Page 41 of Beyond the Cottage

He’d be waiting on his knees forever if he thought she was going to elaborate. In fact, she was done dealing with any of it. Emotional reactions only added weight to the situation, and she’d already decided she was finished with them.

“Get up,” she said.

He rose. His eyes had softened with something too close to relief for Gretta’s taste.

“I think we need to set a couple things straight,” she said. “First, our shit from the past has nothing to do with anything now. We were kids in a bad situation, end of story. We’re going to get through the next few days as strangers because that’s what we are. Understand?”

He nodded.

“Second, I don’t want any more melodramatic apologies. I let you get it off your chest, and I’m trusting you to honor your promise to drop it. Can I trust you?”

“You can trust me.”

“Fantastic. I’m going back in.” Shivering, she started down the stairs. Ansel followed, holding the lantern aloft. When they reached the kitchen, she left him there without another word.

Chapter 15

That afternoon, Gretta got sixteen pages into a door-stopper on pixie anatomy before slamming it shut and setting it on the pile of his other boring books. Her reading options were growing thin. Another few hours alone in the room, and she might return to the watchtower to throw herself off it. Like Ansel had offered to do.

Ignoring a twist in her stomach at the image of him laying broken and bloodied in the swamp muck, she got up and unlocked the bedroom door. Considering how much he liked reading, there had to be some kind of library in the prison.

She left the bedroom and stopped short at the mystery door across the hall. The one the master key wouldn’t unlock.

It was cracked open, spilling a wedge of light on the floor, but no sound came from inside. Since it was the only room with a special lock, she didn’t believe he’d have accidentally left it open.

He was in there, doing…what?

Without giving him time to hide whatever the fuck he was up to, Gretta shoved the door open and strode inside.

Ansel looked up from a notebook on a workbench, blinking behind a pair of spectacles, chewing the end of a pencil.

He tossed the pencil and spectacles on the bench. “Hi.”

Gretta stepped deeper into the huge, lantern-lit room and smelled chemicals. Several tables occupied the space, their surfaces filled with gadgets and tools she couldn’t begin to identify. A massive periodic table covered one wall. Beside it hung a sepia photograph of a constipated-looking man in a white lab coat.

Every surface held books, jars, and papers, making his disaster of a bedroom seem the pinnacle of good housekeeping.

“What is this?” she asked.

“My laboratory.”

She picked up a piece of paper covered with equations. Now that she’d seen inside Ansel’s super secret lair, she ought to march right back out. She was avoiding him, after all.

But curiosity hounded her.

“Is this where you mess around with pixie dust?” she asked.

“No. Dust requires no tampering.”

“So what do you do in here?” Gretta brushed her fingertips over a slender bottle filled with purple liquid and picked it up.

Rushing forward, Ansel reached around her to take it away. “Don’t touch that. Actually, don’t touch anything.”

“What is that stuff?”

“Petracero potion.”

With a sound of disgust, Gretta vigorously wiped her hand on her pants. “Goddammit, Ansel! You deal in witchcraft, too? Wasn’t the cottage enough to keep you away from that shit?”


=== WHAT TO WORK ON ===
Return every line from the records below that has the word "Europe".

=== EXERCISE DATA ===
━━━━━━━━━━

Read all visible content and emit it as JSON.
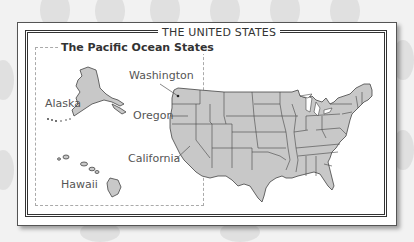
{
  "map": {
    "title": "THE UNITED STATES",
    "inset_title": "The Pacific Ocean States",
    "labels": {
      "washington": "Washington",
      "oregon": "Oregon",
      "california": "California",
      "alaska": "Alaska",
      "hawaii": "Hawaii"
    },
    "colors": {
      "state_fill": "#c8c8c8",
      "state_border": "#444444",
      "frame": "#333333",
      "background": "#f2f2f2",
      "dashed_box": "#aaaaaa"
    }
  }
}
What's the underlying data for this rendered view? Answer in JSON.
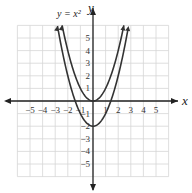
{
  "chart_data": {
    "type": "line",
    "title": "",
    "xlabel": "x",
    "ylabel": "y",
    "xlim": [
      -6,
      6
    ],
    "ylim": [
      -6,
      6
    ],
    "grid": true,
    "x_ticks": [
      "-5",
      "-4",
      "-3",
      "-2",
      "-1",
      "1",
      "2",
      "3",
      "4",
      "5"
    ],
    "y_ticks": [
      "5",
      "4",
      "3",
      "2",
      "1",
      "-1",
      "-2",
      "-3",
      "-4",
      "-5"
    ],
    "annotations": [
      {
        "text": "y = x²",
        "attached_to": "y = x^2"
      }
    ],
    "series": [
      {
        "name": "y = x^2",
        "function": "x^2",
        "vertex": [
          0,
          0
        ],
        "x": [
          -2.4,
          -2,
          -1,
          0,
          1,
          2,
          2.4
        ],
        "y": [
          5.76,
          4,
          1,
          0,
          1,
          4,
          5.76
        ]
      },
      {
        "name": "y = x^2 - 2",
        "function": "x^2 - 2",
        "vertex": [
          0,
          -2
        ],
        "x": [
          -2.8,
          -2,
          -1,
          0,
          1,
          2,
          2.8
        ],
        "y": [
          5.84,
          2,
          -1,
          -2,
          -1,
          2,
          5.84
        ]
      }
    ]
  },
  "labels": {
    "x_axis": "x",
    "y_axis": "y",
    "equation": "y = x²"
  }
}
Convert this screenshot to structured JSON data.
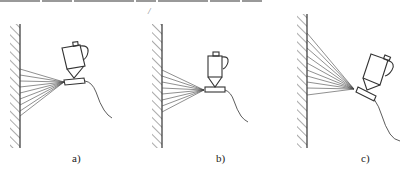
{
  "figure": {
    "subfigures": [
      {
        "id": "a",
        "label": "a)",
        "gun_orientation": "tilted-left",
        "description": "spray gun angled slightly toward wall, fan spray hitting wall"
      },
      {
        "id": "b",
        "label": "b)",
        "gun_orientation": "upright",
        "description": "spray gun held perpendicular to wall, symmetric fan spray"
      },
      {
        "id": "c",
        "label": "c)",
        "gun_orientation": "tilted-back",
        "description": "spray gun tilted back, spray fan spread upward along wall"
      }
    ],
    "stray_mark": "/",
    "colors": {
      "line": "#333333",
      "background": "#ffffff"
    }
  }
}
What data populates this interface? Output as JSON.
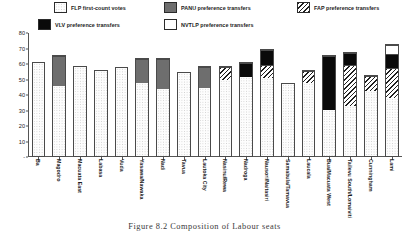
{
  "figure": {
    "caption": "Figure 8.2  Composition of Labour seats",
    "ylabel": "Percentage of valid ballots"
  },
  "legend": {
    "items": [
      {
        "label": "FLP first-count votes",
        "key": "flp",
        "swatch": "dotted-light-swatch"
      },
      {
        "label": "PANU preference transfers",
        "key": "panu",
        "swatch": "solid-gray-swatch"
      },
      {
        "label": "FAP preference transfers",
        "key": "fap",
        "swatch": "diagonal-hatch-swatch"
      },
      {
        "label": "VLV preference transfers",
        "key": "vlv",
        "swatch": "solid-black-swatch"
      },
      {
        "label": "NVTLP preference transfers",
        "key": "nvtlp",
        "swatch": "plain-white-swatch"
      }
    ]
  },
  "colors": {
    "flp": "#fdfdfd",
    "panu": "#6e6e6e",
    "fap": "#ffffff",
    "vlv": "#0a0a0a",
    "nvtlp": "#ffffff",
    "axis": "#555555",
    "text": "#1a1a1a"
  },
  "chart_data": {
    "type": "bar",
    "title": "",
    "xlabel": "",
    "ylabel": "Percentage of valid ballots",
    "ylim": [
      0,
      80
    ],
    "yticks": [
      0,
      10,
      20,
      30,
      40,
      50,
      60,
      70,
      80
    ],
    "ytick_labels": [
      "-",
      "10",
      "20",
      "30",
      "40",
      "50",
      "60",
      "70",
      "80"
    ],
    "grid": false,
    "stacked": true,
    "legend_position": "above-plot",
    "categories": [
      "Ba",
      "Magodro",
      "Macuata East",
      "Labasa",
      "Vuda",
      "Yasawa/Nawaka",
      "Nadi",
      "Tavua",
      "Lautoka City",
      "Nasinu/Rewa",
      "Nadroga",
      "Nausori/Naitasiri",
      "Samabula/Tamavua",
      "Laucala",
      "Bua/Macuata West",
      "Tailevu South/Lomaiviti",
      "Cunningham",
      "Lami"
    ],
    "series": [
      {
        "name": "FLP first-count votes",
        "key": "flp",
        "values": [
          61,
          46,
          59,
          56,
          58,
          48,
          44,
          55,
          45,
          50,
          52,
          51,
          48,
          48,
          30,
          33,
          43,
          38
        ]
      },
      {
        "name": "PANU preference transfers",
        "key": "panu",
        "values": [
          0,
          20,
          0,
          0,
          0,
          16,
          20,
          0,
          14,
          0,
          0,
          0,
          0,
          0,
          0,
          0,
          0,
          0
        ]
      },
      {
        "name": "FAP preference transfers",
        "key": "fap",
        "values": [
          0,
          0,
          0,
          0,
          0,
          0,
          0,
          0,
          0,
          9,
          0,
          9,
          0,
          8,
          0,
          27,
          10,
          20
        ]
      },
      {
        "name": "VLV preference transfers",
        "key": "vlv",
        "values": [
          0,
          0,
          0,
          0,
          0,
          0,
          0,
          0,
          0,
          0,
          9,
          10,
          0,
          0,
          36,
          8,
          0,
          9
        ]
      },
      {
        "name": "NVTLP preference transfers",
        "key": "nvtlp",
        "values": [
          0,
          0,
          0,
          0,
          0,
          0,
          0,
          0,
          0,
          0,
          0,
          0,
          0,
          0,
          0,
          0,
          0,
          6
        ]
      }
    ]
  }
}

━━━━━━━━━━

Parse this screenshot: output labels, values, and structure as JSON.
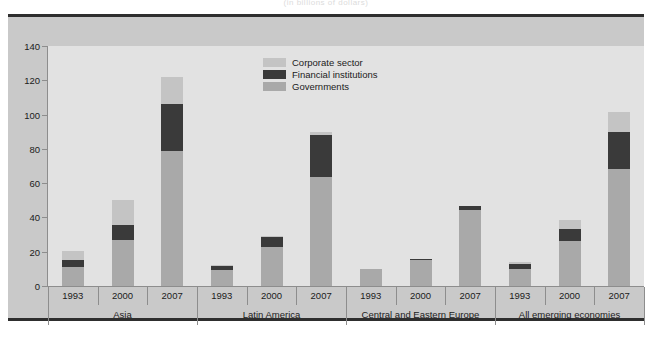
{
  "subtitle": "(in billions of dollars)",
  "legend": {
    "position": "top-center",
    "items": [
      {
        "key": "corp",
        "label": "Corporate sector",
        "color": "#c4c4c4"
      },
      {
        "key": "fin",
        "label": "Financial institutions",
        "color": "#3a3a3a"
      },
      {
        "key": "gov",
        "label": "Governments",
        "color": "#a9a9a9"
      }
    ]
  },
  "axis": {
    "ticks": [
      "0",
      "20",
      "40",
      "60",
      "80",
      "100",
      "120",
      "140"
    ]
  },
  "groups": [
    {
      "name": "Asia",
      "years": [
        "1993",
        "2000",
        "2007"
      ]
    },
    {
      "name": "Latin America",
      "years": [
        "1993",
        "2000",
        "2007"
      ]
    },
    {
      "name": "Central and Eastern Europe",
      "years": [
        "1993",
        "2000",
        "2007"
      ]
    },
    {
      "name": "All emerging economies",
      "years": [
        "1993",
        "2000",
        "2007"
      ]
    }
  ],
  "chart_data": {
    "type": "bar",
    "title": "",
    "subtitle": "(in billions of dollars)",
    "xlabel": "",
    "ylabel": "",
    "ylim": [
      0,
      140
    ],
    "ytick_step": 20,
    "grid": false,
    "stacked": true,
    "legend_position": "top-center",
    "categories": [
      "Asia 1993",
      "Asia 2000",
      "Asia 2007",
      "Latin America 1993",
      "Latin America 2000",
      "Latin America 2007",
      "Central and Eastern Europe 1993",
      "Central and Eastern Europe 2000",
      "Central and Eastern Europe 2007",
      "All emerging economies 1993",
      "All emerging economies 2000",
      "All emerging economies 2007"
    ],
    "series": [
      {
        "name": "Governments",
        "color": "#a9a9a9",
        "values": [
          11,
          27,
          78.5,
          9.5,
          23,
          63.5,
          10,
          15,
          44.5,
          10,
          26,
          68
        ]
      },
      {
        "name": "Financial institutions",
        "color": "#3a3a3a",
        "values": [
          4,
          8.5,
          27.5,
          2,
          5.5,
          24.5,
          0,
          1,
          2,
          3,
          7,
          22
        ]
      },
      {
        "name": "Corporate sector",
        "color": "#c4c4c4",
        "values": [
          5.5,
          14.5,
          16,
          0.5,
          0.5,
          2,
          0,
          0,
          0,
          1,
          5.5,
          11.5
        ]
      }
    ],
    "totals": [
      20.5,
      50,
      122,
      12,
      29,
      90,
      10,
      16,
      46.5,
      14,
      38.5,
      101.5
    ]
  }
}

━━━━━━━━━━

=== RESULT OF THIS EXERCISE ===
      "name": "Central and Eastern Europe",
      "Central and Eastern Europe 1993",
      "Central and Eastern Europe 2000",
      "Central and Eastern Europe 2007",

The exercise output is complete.